Al-Najar v. Carter
Headline: Detainee transfers make appeals moot; Court grants review then vacates lower-court judgments after petitioners were transferred to other nations, ending these cases without deciding the underlying detention claims.
Holding:
- Vacates lower-court rulings for transferred detainees, ending those appeals without ruling on the merits.
- Leaves detention claims unresolved because transfers rendered the cases moot.
Summary
Background
Several people who had been in U.S. custody filed appeals challenging litigation outcomes in the U.S. Court of Appeals for the D.C. Circuit. The petitions sought Supreme Court review of two specific D.C. Circuit judgments and were consolidated with other related cases. After the appeals were decided below, the individuals were transferred from U.S. custody to other countries.
Reasoning
The Court considered whether the cases still presented a live controversy after those transfers. Because the petitioners had been moved into the custody of other nations, the Court concluded there was no longer a personal stake for the petitioners to obtain relief from U.S. courts. The Justices therefore granted the petitions for review but vacated the judgments of the court below for the transferred petitioners, relying on established practice of vacating lower-court rulings when a case becomes moot due to changed circumstances. The opinion notes the grant of leave to proceed without paying costs for one petitioner and that Justice Kagan did not take part in the decision.
Real world impact
This ruling leaves the underlying legal questions about detention unresolved by the Supreme Court for these individuals because the cases were dismissed as moot after transfers abroad. Vacating the lower-court judgments removes those decisions as precedents for these transferred petitioners. The decision reflects a procedural outcome driven by changed facts (transfers), not a ruling on the merits of the detention claims, so the substantive legal issues may still be litigated in other cases or circumstances.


# [AIM OF THE TASK]
Look through the records and copy each line that has "letter" in it.

# [AVAILABLE DATA]
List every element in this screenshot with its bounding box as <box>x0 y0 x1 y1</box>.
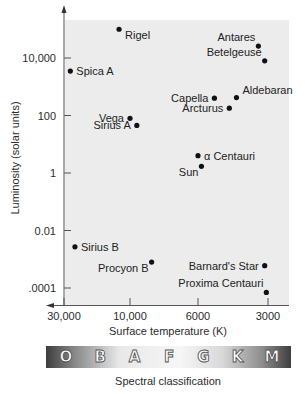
y-tick-label: 100 <box>38 110 56 122</box>
star-label: α Centauri <box>204 150 255 162</box>
y-tick-label: 0.01 <box>35 225 56 237</box>
x-tick-label: 10,000 <box>113 310 147 322</box>
star-point <box>212 96 217 101</box>
y-axis-arrow-icon <box>62 5 67 13</box>
hr-diagram: 10,00010010.01.0001 30,00010,00060003000… <box>0 0 305 394</box>
star-point <box>234 95 239 100</box>
y-tick-label: 1 <box>50 167 56 179</box>
star-label: Procyon B <box>98 262 149 274</box>
x-axis-arrow-icon <box>46 303 54 308</box>
star-point <box>262 58 267 63</box>
spectral-class-letter: B <box>95 348 106 366</box>
star-label: Sirius B <box>81 241 119 253</box>
star-point <box>195 153 200 158</box>
star-label: Rigel <box>125 29 150 41</box>
star-label: Aldebaran <box>242 84 292 96</box>
x-tick-label: 30,000 <box>47 310 81 322</box>
star-point <box>149 259 154 264</box>
star-label: Arcturus <box>182 102 223 114</box>
star-label: Proxima Centauri <box>178 277 263 289</box>
star-point <box>134 123 139 128</box>
star-label: Betelgeuse <box>207 46 262 58</box>
star-point <box>199 164 204 169</box>
star-point <box>262 263 267 268</box>
spectral-class-letter: G <box>197 348 209 366</box>
x-axis-title: Surface temperature (K) <box>109 325 227 337</box>
spectral-class-letter: A <box>129 348 141 366</box>
x-tick-label: 6000 <box>186 310 210 322</box>
star-point <box>72 244 77 249</box>
spectral-class-letter: M <box>265 348 280 366</box>
star-label: Sirius A <box>94 119 132 131</box>
y-tick-label: 10,000 <box>22 52 56 64</box>
star-point <box>116 27 121 32</box>
star-label: Barnard's Star <box>189 260 259 272</box>
spectral-class-letter: K <box>232 348 245 366</box>
star-label: Spica A <box>76 65 114 77</box>
y-axis-title: Luminosity (solar units) <box>9 101 21 214</box>
y-tick-label: .0001 <box>28 282 56 294</box>
x-tick-label: 3000 <box>256 310 280 322</box>
spectral-class-letter: F <box>164 348 174 366</box>
star-point <box>264 290 269 295</box>
star-label: Sun <box>179 166 199 178</box>
star-label: Antares <box>217 31 255 43</box>
spectral-class-letter: O <box>60 348 73 366</box>
spectral-bar-title: Spectral classification <box>115 375 221 387</box>
star-point <box>227 106 232 111</box>
star-point <box>68 69 73 74</box>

# [PROBLEM SOLUTION]
spectral-class-letter: B <box>95 348 106 366</box>
spectral-class-letter: G <box>197 348 209 366</box>
spectral-class-letter: A <box>129 348 141 366</box>
spectral-class-letter: M <box>265 348 280 366</box>
spectral-class-letter: K <box>232 348 245 366</box>
spectral-class-letter: F <box>164 348 174 366</box>
spectral-class-letter: O <box>60 348 73 366</box>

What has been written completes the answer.